I was frightened—as I still am—by the thought that analogous genetical processes of deterioration may be at work with civilized humanity. Moved by this fear, I did a very ill-advised thing soon after the Germans had invaded Austria: I wrote about the dangers of domestication and, in order to be understood, I couched my writing in the worst of Nazi terminology. I do not want to extenuate this action. I did, indeed, believe that some good might come of the new rulers. The precedent narrow-minded catholic regime in Austria induced better and more intelligent men than I was to cherish this naive hope. Practically all my friends and teachers did so, including my own father who certainly was a kindly and humane man. None of us as much as suspected that the word "selection", when used by these rulers, meant murder. I regret those writings not so much for the undeniable discredit they reflect on my person as for their effect of hampering the future recognition of the dangers of human domestication.

I was scared, as I am still, by the idea that analogous genetic processes of deterioration may be developing as a product of civilized humanity. Moving for this fear, I did something very unpredictable shortly after the Germans had invaded Austria: I wrote about the dangers of domestication and, to understand, I wrote my writings with the worst Nazi terminology. I don't want to attenuate this action.
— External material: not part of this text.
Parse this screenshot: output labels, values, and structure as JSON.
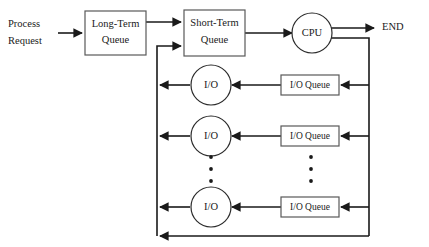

In fact, I thought something good might come from the new rulers. The Catholic regime of close mind in Austria led better and more intelligent men than I to appreciate this naive hope. Practically all my friends and teachers did, including my own father, who was certainly a kind and human man. None of us suspected that the word "selection" used by these rulers meant murder. I regret those writings not so much for the undeniable discredit they reflect on my person as for their effect of hindering the future recognition of the dangers of human domestication.
Konrad Lorenz, 1973

When his application for membership was made public, he denied knowing the extent of the genocide, despite his position as a psychologist in the Office of Racial Policy.

He was also shown to have made anti-Semitic jokes about "Jewish characteristics" in letters to his mentor Heinroth. In 2015, the University of Salzburg posthumously rescinded an honorary doctorate awarded to Lorenz in 1983, citing his party membership and his claims in said application, namely that he was "always a National Socialist", and that his work "is at the service of National Socialist thought". The university also accused him of using his work to spread "basic elements of the racist ideology of National Socialism."

During the last years of his life, Lorenz supported Austria's fledgling Green Party and in 1984 became the visible face of the Konrad Lorenz Volksbegehren, a grassroots movement that was formed to prevent the construction of a power plant on the Danube near Hainburg an der Donau and thus the destruction of the surrounding forest.

Main work

  • The companion in the bird's atmosphere. in: J. für Ornithologie 83 (2-3), p. 137 - 215 and p. 289 - 413 (reprint of 1965, in: "Human and animal behavior" Vol. 1). (1935)
  • He talked to beasts, fish and birdsalso known as: The ring of King Solomon (1949)
  • When the man found the dog (1950)
  • About aggression (1966)
  • The other side of the mirror (1973)
  • The eight mortal sins of civilized humanity (1973)
  • Basics of ethology (1982)
  • The Decay of Man (1983)
  • I'm here, where are you? Wild gray goose ethology (1988)
  • Man's science. The Russian manuscript (1992)

Honors

  • ForMemRS (1964)

Eponymy

  • "Colegio Anglo-Alemán Konrad Lorenz", Mendoza, Argentina, who pays tribute to Konrad Lorenz.
  • In Bogotá, Colombia, there is a university that also bears its name: Fundación Universitaria Konrad Lorenz.
  • In Florida (Buenos Aires) is the garden and primary school "Konrad Lorenz School".